Sure, some folks' lexicon and mental models might overlap more, but there's no one (speaking English) from whom I can't learn. Reminds me of that old line "you can't get there from here!" which I always considered funny, but you're saying it's true?

Wish I knew more about these "thinking styles" you're talking about, because I've never met someone I couldn't communicate with (in English).



> Wish I knew more about these "thinking styles" you're talking about, because I've never met someone I couldn't communicate with (in English).

It is plausible that you are sufficiently smart and thus never (or at least rarely) had such problems.

To give an extreme example: when Grigori Perelman published his papers about his proof of the geometrization conjecture, even experts in his area had a lot of difficulties understanding his proof (and thus verifying the correctness of it). Only after multiple groups of mathematicians came up with better understandable versions of the central arguments of his proof, (see https://en.wikipedia.org/w/index.php?title=Geometrization_co... and https://en.wikipedia.org/w/index.php?title=Poincar%C3%A9_con... ), they became convinced of the correctness of Perelman's proof.

This was clearly a particularly marked example, but in a school pupils of very different IQs and thinking styles are present. So I wouldn't say that this problem (pupil not understanding another pupil's solution) is uncommon at schools.


Perelman? I always thought his proof was self-evident.

Kidding!

For papers, yes, there's a lot of difficulty. I'm not sure it's possible to demand sense from a paper in the way that one can from a discursive partner.

As Emmanuel Levinas puts it in his "Toward the Other" (1963):

> This makes no sense. Our text must be understood in another way. I worked hard at it. I told my troubles to my friends. For [the text] requires discourse and companionship.
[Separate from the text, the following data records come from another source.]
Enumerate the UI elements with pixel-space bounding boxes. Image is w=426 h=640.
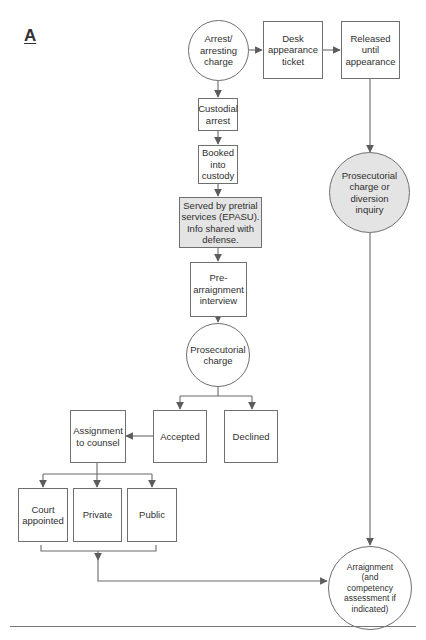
node-declined: Declined (224, 410, 278, 463)
node-public: Public (127, 488, 177, 542)
node-prearraignment-label: Pre- arraignment interview (193, 272, 244, 307)
node-assignment-label: Assignment to counsel (73, 425, 123, 448)
node-released-label: Released until appearance (345, 33, 395, 68)
node-booked-into-custody: Booked into custody (198, 145, 238, 184)
edge-counsel-arraignment (98, 560, 327, 581)
node-desk-appearance-ticket: Desk appearance ticket (263, 21, 323, 79)
node-custodial-label: Custodial arrest (198, 103, 238, 126)
counsel-bracket (41, 545, 156, 551)
node-booked-label: Booked into custody (202, 147, 235, 182)
node-accepted: Accepted (153, 410, 207, 463)
node-diversion-label: Prosecutorial charge or diversion inquir… (342, 170, 397, 216)
node-prosecutorial-charge: Prosecutorial charge (186, 323, 250, 387)
node-desk-label: Desk appearance ticket (268, 33, 318, 68)
node-assignment-to-counsel: Assignment to counsel (70, 410, 126, 463)
node-diversion-inquiry: Prosecutorial charge or diversion inquir… (329, 152, 410, 233)
node-declined-label: Declined (233, 431, 270, 443)
node-pretrial-label: Served by pretrial services (EPASU). Inf… (182, 200, 260, 246)
node-arraignment: Arraignment (and competency assessment i… (328, 546, 412, 630)
node-court-appointed: Court appointed (18, 488, 68, 542)
node-released-until-appearance: Released until appearance (341, 21, 400, 79)
node-private-label: Private (83, 509, 113, 521)
bottom-divider (10, 626, 416, 627)
node-private: Private (73, 488, 122, 542)
node-arrest: Arrest/ arresting charge (188, 20, 249, 81)
node-arrest-label: Arrest/ arresting charge (200, 33, 237, 68)
node-court-label: Court appointed (22, 504, 64, 527)
flowchart-edges (0, 0, 426, 640)
node-pretrial-services: Served by pretrial services (EPASU). Inf… (179, 197, 262, 248)
node-accepted-label: Accepted (160, 431, 200, 443)
node-custodial-arrest: Custodial arrest (198, 98, 238, 131)
node-public-label: Public (139, 509, 165, 521)
node-prosecutorial-label: Prosecutorial charge (190, 344, 245, 367)
node-arraignment-label: Arraignment (and competency assessment i… (344, 562, 396, 615)
node-pre-arraignment-interview: Pre- arraignment interview (190, 262, 247, 317)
Woe to the self-taught!

Admittedly, he immediately follows:

> Of course one must have good luck and find intelligent interlocutors.
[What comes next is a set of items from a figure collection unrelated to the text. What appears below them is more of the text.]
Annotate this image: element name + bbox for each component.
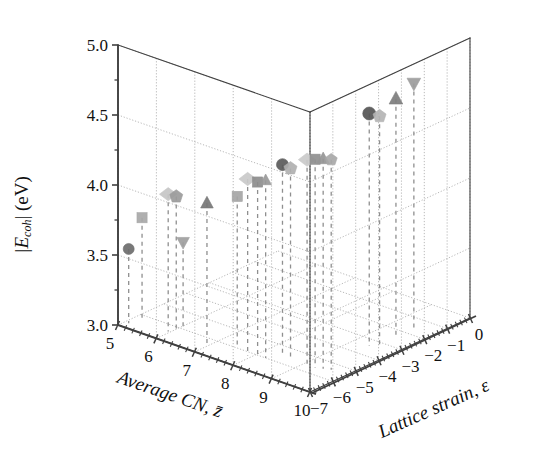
y-axis-tick-label: 4.5	[87, 106, 108, 125]
x-axis-tick-label: 6	[144, 347, 153, 366]
data-point-triangle-down[interactable]	[407, 78, 421, 91]
y-axis-label-text: |Ecoh| (eV)	[11, 176, 34, 254]
z-axis-tick-label: −7	[310, 399, 329, 418]
right-wall-grid	[310, 38, 470, 392]
data-point-triangle-up[interactable]	[389, 91, 403, 104]
x-axis-tick-label: 7	[183, 361, 192, 380]
plot-canvas: 3.03.54.04.55.0|Ecoh| (eV)5678910Average…	[0, 0, 547, 457]
z-axis-tick-label: −2	[424, 346, 442, 365]
right-wall-hline	[310, 248, 470, 322]
x-axis-tick-label: 9	[259, 388, 268, 407]
y-axis-tick-label: 4.0	[87, 176, 108, 195]
z-axis-tick-label: −3	[401, 357, 419, 376]
z-axis-tick-label: −1	[447, 336, 465, 355]
z-axis-tick-label: −4	[379, 367, 398, 386]
x-axis-tick-label: 8	[221, 374, 230, 393]
floor-grid-line	[156, 264, 316, 338]
x-axis-tick-label: 10	[294, 401, 311, 420]
y-axis-tick-label: 3.0	[87, 316, 108, 335]
figure-3d-scatter: 3.03.54.04.55.0|Ecoh| (eV)5678910Average…	[0, 0, 547, 457]
floor-grid-line	[255, 262, 447, 329]
data-point-square[interactable]	[137, 213, 147, 223]
z-axis-tick-label: 0	[475, 325, 484, 344]
z-axis-tick-label: −5	[356, 378, 374, 397]
data-point-square[interactable]	[232, 191, 242, 201]
frame-top-right	[310, 38, 470, 112]
data-point-circle[interactable]	[123, 243, 134, 254]
data-point-triangle-down[interactable]	[177, 237, 190, 249]
x-axis-label-text: Average CN, z̄	[113, 365, 226, 421]
x-axis-tick-label: 5	[106, 334, 115, 353]
x-axis-label: Average CN, z̄	[113, 365, 226, 421]
left-wall-hline	[118, 115, 310, 182]
y-axis-tick-label: 3.5	[87, 246, 108, 265]
frame-top-left	[118, 45, 310, 112]
y-axis-label: |Ecoh| (eV)	[11, 176, 34, 254]
floor-grid-line	[232, 272, 424, 339]
z-axis-tick-label: −6	[333, 388, 351, 407]
data-point-pentagon[interactable]	[325, 153, 337, 164]
y-axis-tick-label: 5.0	[87, 36, 108, 55]
right-wall-hline	[310, 108, 470, 182]
right-wall-hline	[310, 178, 470, 252]
data-point-triangle-up[interactable]	[201, 196, 214, 208]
So if I were to accept his authority, I'd have to forfeit my position entirely!


> No one has a thinking style compatible with mine. Communication is difficult, but the whole point is to share adopt novel ways of thinking. By the end of the conversation, both participants' "thinking styles" have changed.

I can either focus on difficult conversation parts or at topic at hand. Cant really do both.

So, this means I will do only the social thing and wont get to be able to focus on what I was supposed to learn in the first place.